Halliday & Matthiessen (2014: 560-1):
This is the traditional category of ‘apposition’. As with clauses, appositional group or phrase complexes are characterised by tone concord, signalling the semantic relationship of elaboration. The elaborating group/phrase may restate or particularise; restatements include naming, explanatory glossing and shifts in perspective: a number of the themes of elaborating clause complexes are replayed on a smaller scale. Examples:[verbal group:]
(Unfortunately she) got killed, got run over, (by one of those heavy lorries).
Yes, yes you can; || but then I think || emotion has to be – should be, anyhow – shaped by thought.
[nominal group:]
“Too often, human rights in the US are a tale of two nations – rich and poor, white and black, male and female.”
... it’s because we, the elites, are so great [[ that we carried through the changes]] .
Freedom and steam – a political ideal and a source of energy – these were the forces [[ that drove the new age on]].
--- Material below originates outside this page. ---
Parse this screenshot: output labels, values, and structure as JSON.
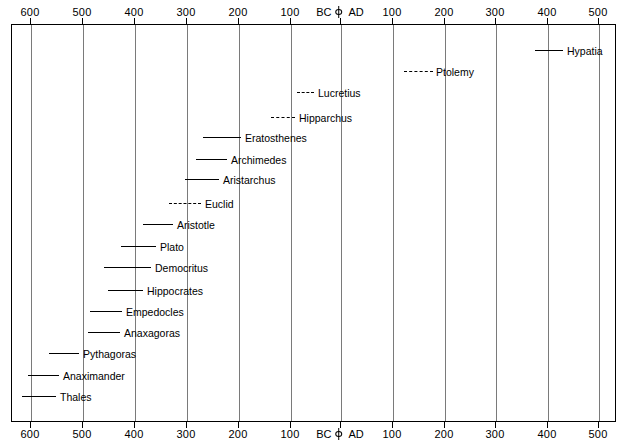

How does it differ from other ideologies [[that are often associated with socialism]], such as Leninism?
Have you read any poetry in the eighteenth century recently – any Pope?
[adverbial group/prepositional phrase:]
(I couldn’t have done it) alone, without help.
This has just been when? – over the last few days?
Aesthetically, in terms of the vision in your head, what is the relationship between the fiction and the nonfiction?